Summer Afternoon: Thimble, Needle, Notions

Debra Nystrom Click to read more...

UnknownDebra Nystrom is the author of three books of poetry, A Quarter Turn from Sheep Meadow Press, and Torn Sky and most recently Bad River Road from  Sarabande Books.  Her work has appeared in many anthologies and journals, including Best American Poetry,  The American Poetry Review, The New Yorker, Ploughshares, Slate, The Threepenny Review,  and Yale Review.  She teaches in the Creative Writing Program at the University of Virginia.

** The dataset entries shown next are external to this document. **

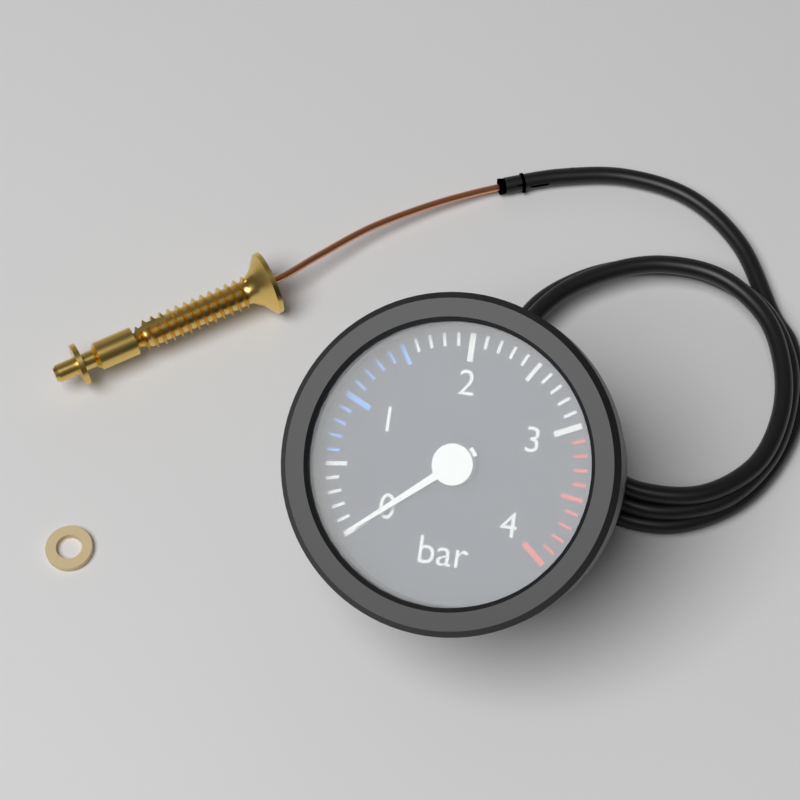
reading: 0.0 bar
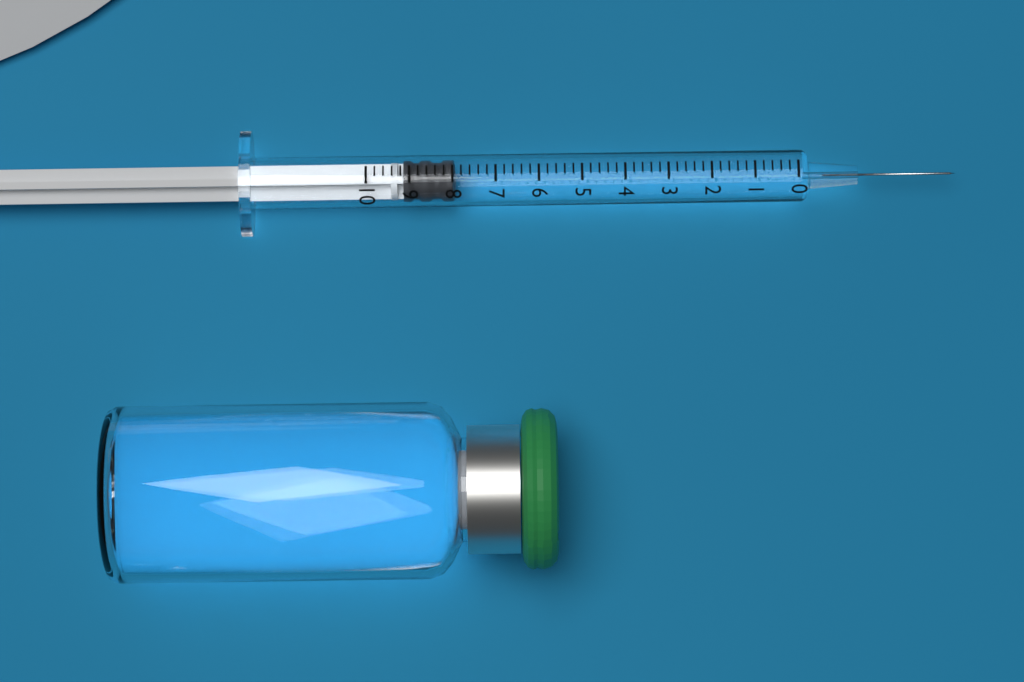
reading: 8.0 (no unit)
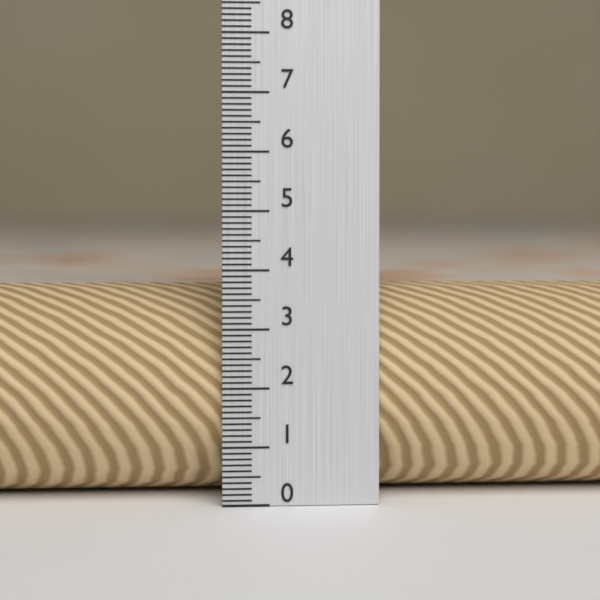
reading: 3.7 (no unit)
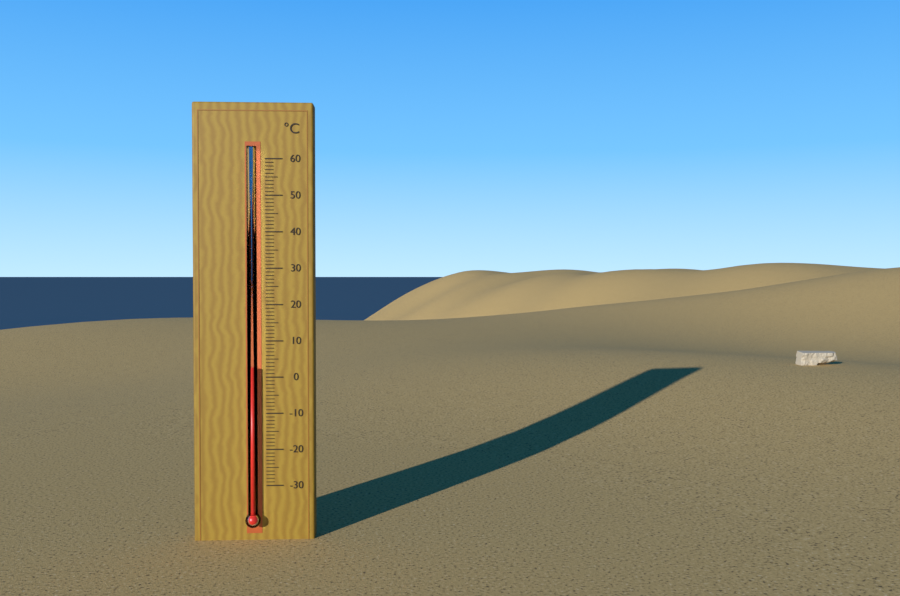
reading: 3 °C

Willy gone with his knife to open birds or clean fish, practice
lifting rows of bones out of caught bodies.  Up at the house old china-head
Beulah, Aunt Ruby’s doll, watches from her shelf beside the glass
pistol that once was Uncle Ralph’s toy, its round dead

candies still fading inside.  Annie’s stitches are snaggy, but they’ve followed
Aunt Ruby’s sampler design; Lila’s only changed the maxim.  Tilly in the corner asking not
one question till Lila complains she’s using up all the blue thread:  So?  –A tumbleweed
sprouting a ladder to somewhere is her answer when Aunt Ruby demands what

pattern is that?  What’s it supposed to teach?  –Got to make a real picture, Hon-oh,
a house with a garden, for heaven’s sake!  A purple rose then, exploding from a house
that rides choppy waves of letters spelling SOMEWHERE.  Somewhere, over the rainbow
sings Lila as finally light fades and a breeze raises each face

to the window.  Deer at the shelterbelt’s edge, lifting heads as the swallows wheel,
then one deer ripples up through the grain, the others following, into the field.